What is expected => From the entries below, copy exactly the lines from the one that contains "Locate an element on the screen." through the one that contains "What do you see at coordinates (416, 99)", both included, and only those.

Exercise material =>
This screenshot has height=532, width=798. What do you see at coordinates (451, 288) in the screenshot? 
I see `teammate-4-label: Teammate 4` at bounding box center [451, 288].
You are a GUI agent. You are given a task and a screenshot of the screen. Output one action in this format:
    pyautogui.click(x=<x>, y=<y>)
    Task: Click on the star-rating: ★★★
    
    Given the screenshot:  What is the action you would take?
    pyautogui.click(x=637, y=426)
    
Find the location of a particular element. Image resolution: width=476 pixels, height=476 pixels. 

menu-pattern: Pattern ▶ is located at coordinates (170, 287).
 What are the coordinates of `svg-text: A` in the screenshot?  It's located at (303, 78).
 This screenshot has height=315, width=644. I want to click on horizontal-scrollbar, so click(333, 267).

---

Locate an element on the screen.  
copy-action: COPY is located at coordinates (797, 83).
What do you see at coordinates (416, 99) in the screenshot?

Task answer =>
Locate an element on the screen.  
copy-action: COPY is located at coordinates (797, 83).
What do you see at coordinates (416, 99) in the screenshot?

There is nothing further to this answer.